Lee smelled burning fuel from her downed jet drifting in the wind. If anything down here wasn’t a dumb robot she wouldn’t be inconspicuous for long. She pulled out her M9 and steadied it, aiming at the middle of the orgy of folding alien limbs below, though she doubted her reaction time would guarantee a hit against the hummingbird’s pace of those things.
“Lieutenant,” Franks whispered.
Bang! The voice unexpectedly coming through her emergency radio tripped her nervous finger to fire her M9.
“Shit!”
“What happened?”
“Well, I just shot at them and they didn’t seem to notice, so that’s good, I guess.”

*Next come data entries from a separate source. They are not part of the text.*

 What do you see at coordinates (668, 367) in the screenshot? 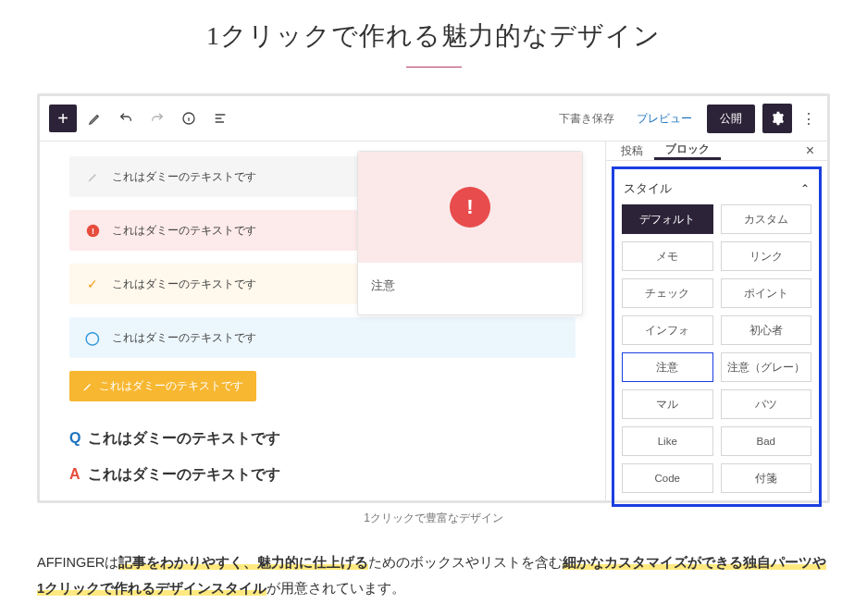
I see `style-option-caution: 注意` at bounding box center [668, 367].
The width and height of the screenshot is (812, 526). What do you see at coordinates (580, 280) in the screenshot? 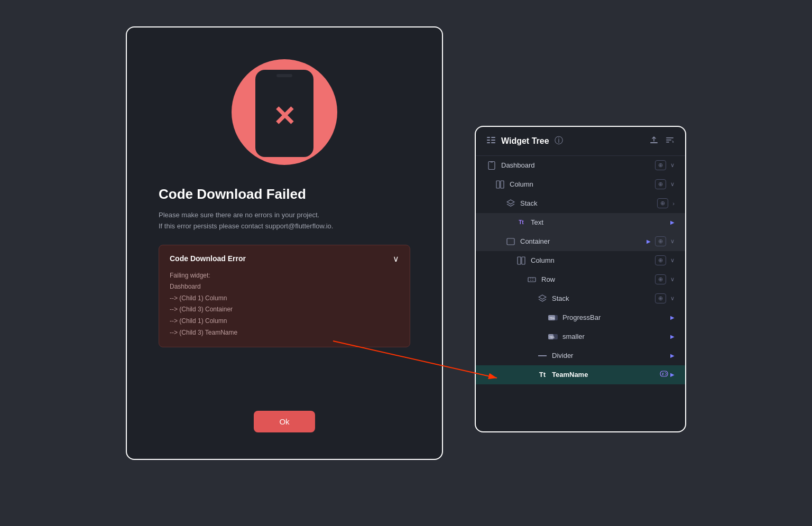
I see `tree-item-row: Row ⊕ ∨` at bounding box center [580, 280].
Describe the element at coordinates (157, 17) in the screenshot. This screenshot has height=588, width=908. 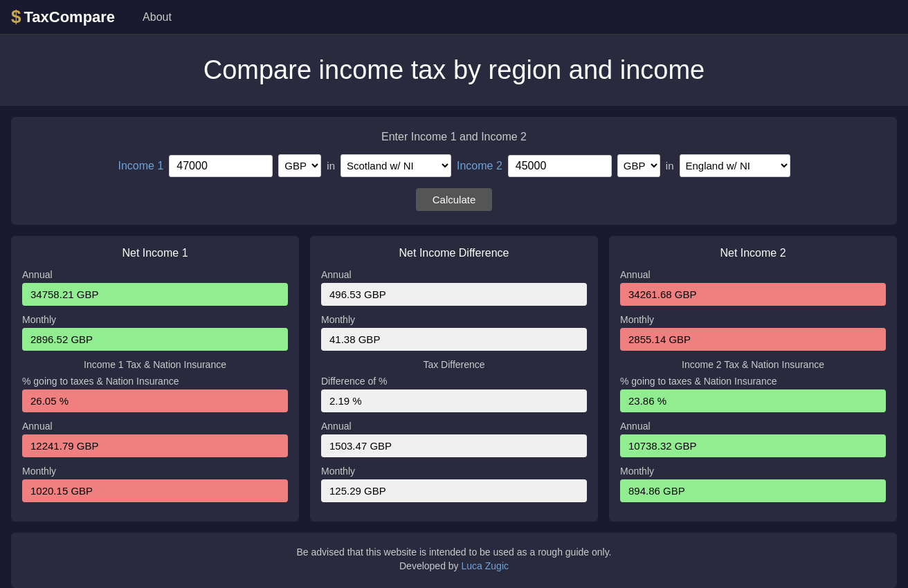
I see `about-link: About` at that location.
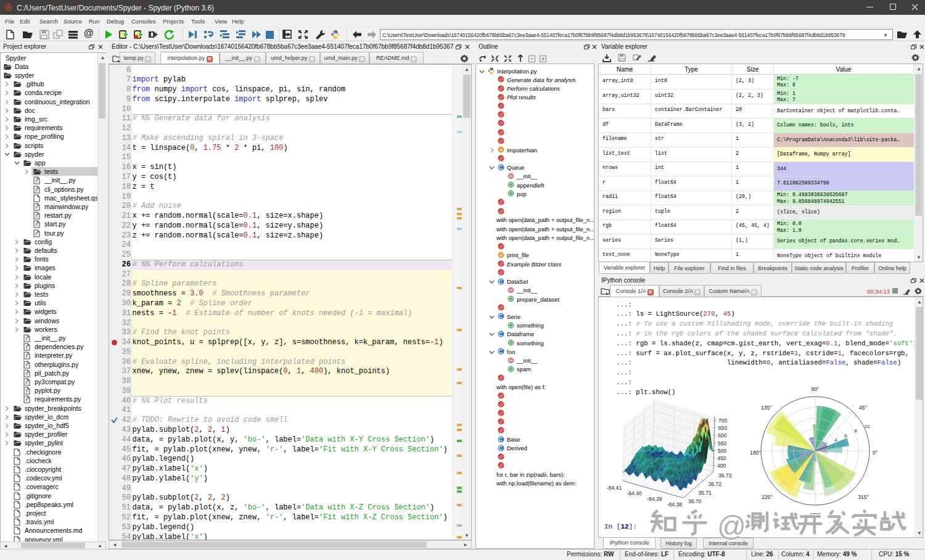 This screenshot has height=560, width=925. Describe the element at coordinates (856, 430) in the screenshot. I see `svg-text: 8` at that location.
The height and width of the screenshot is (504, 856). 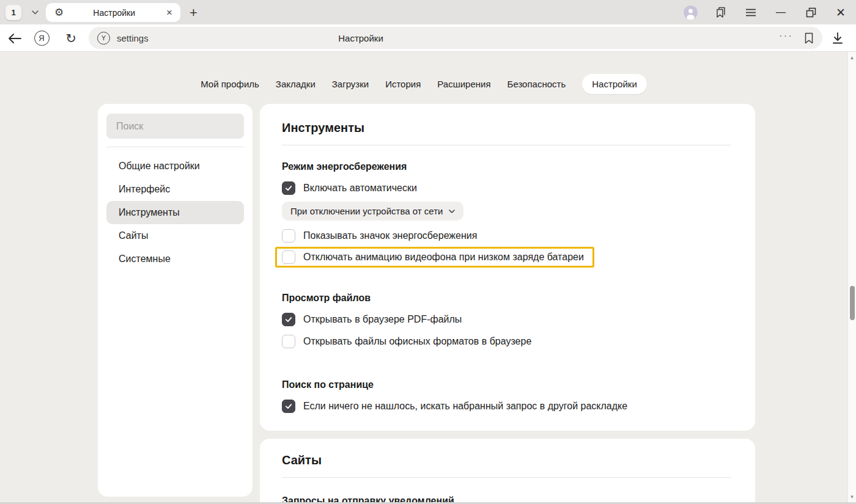 I want to click on sidebar-item-sites: Сайты, so click(x=175, y=236).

“Shot at what? Do you see extraterrestrial beings?”
“I suppose. I’m not sure they’re alive in the sense that we are, but there are a great many manufacturing something more than a mile across. Whatever the landing pad is made of must have absorbed the impact energy and directed it downward, drilling through the rock beneath the sand. Honestly, sir, they kind of look like gigantic golf tees pounded into the ground.”

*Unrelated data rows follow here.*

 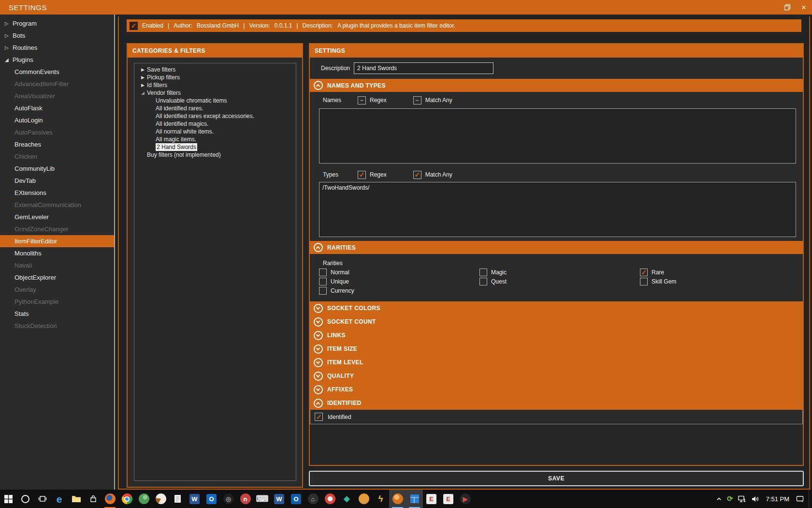 What do you see at coordinates (57, 47) in the screenshot?
I see `sidebar-item-routines: ▷Routines` at bounding box center [57, 47].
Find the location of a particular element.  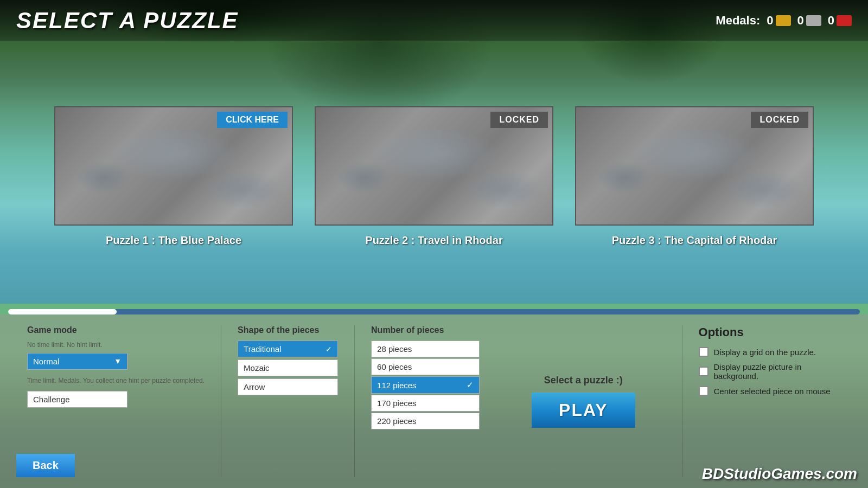

pieces-list: 28 pieces 60 pieces 112 pieces ✓ 170 pie… is located at coordinates (425, 385).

“Maybe they’re trying to reach an aquifer. If they need water, that means they’re some kind of animal, like us. They can be killed.”
“Not the things I’m seeing. Hold on, I’m coming to the edge of the platform soon. How long until the others get here?”

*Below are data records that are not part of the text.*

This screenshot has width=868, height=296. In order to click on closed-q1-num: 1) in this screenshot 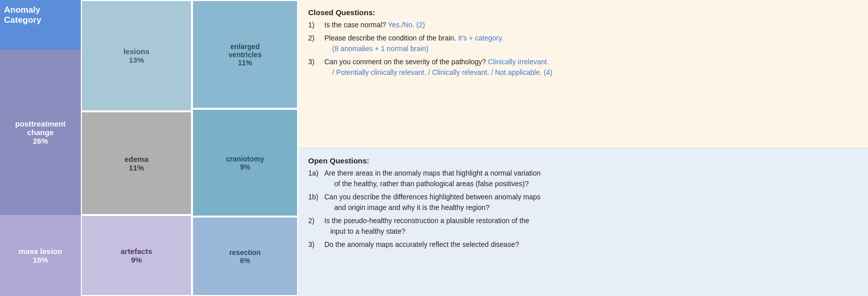, I will do `click(315, 25)`.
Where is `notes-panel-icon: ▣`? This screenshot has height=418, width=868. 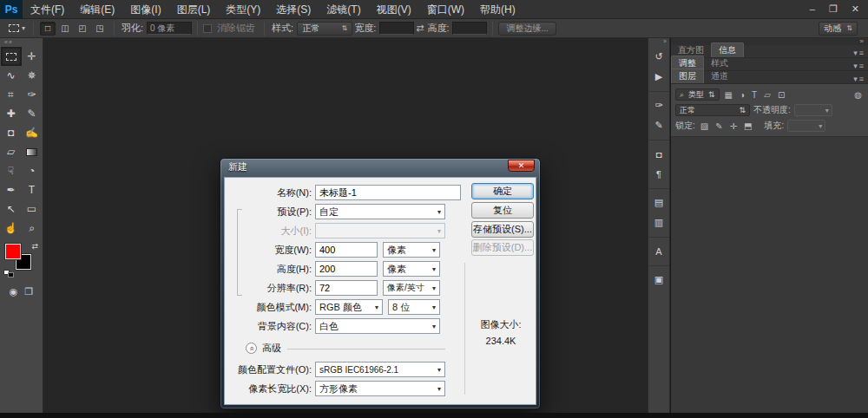 notes-panel-icon: ▣ is located at coordinates (659, 279).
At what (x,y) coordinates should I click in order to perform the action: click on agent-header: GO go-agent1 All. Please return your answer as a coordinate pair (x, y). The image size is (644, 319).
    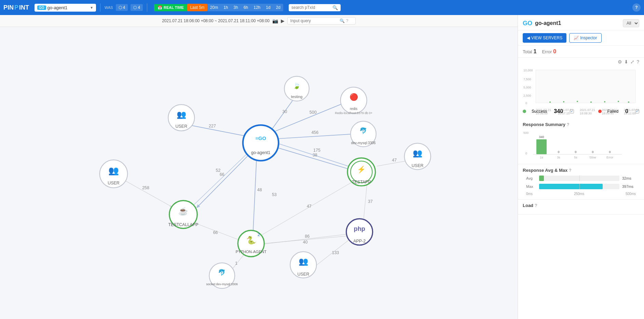
    Looking at the image, I should click on (581, 23).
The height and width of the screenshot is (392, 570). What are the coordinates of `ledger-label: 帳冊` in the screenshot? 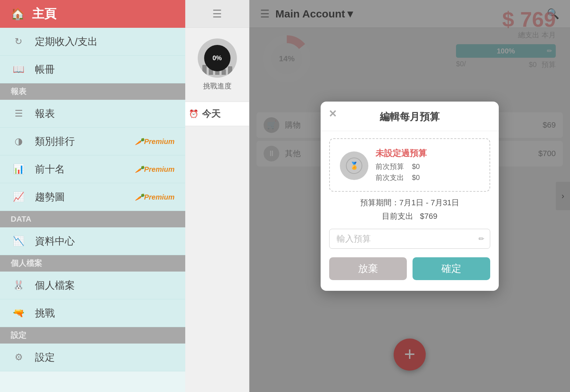 It's located at (45, 69).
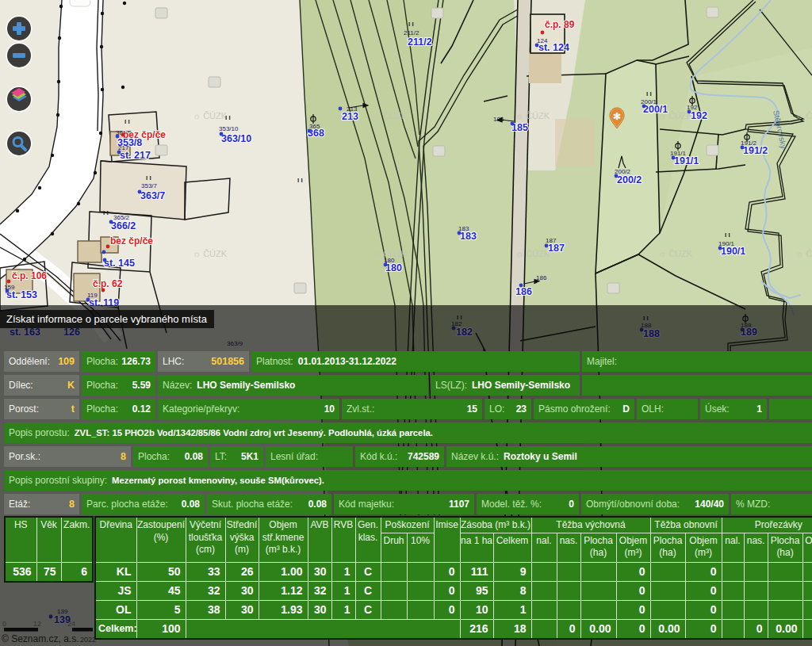  Describe the element at coordinates (135, 155) in the screenshot. I see `svg-text: st. 217` at that location.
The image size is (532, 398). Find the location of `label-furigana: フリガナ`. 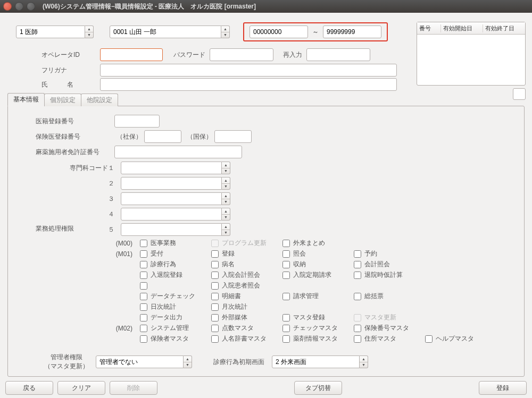

label-furigana: フリガナ is located at coordinates (71, 70).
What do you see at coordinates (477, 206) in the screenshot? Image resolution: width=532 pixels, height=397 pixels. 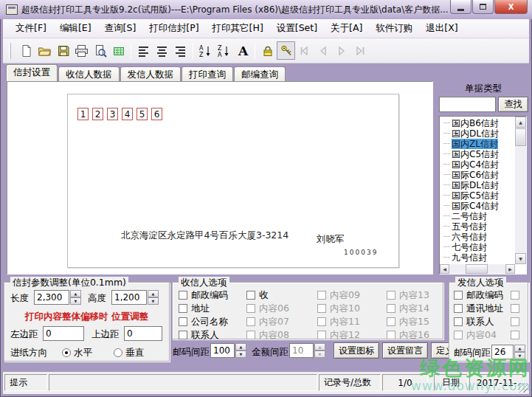 I see `list-item: 国际C4信封` at bounding box center [477, 206].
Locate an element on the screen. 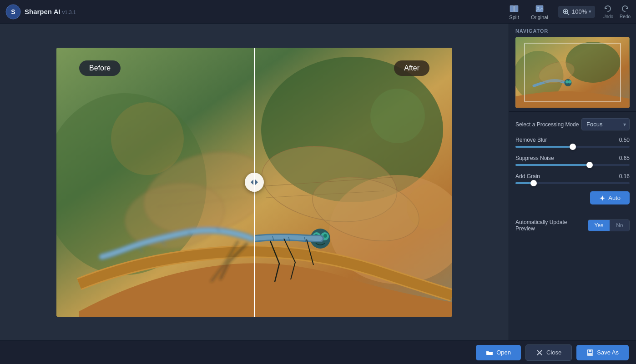  add-grain-track is located at coordinates (572, 183).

“Any moment now. Scramble as far away from the d
ead zone as you can.”
The dead zone. “They’re nuking this thing?”
“Not yet, Lieutenant, but you’ll be dead all the same if you’re down there in the middle of it.”
On cue, the cavalry arrived on the eastern horizon. Ten F-22s boomed high overhead, little triangles flanked and followed by scores of F-18s. In the distance, Apaches rumbled lower across the desert. The tiny, blasted cross shape of a B2 bomber loomed above the faraway clouds. Lee knew she had to be long gone before it arrived. She stripped out of the sand-covered flight suit, grabbed her survival pack and ran through the sand for a high dune.
Through gulps of air she shouted questions to the colonel.
“Did they destroy the Moon, Colonel?”
“Unknown, Lieutenant, but nobody else has returned to the scene of the crime yet so they’re our prime suspects I guess.”
“Do you intend to eradicate the structure?”
“The president authorized Operation Waking Desert, a show of our offensive capabilities in case your mission for direct observation resulted in anything less than them coming out to shake hands. Needless to say the president and Joint Chiefs are less than pleased with the welcome mat they’ve laid out for you down there.”
“They wouldn’t know what a welcome mat is. I just wonder if we’re not making a mistake. When I fired my M9 they didn’t even notice. No defensive capabilities. That might mean they don’t have any offensive either.”
“Better safe than dead. For us and you. Take cover, Lee.”
Lee turned and ran, unbuckling her emergency vest and stuffing her survival pack into her waistband. A trio of F-35s flew over the low California desert hills. She heard the cool hiss of missiles going live and streaking in her direction.
Franks didn’t usually use first names. Maybe he worried it would be the last time they spoke, all pretenses of authority dropped to convey it was more than an order. He was scared.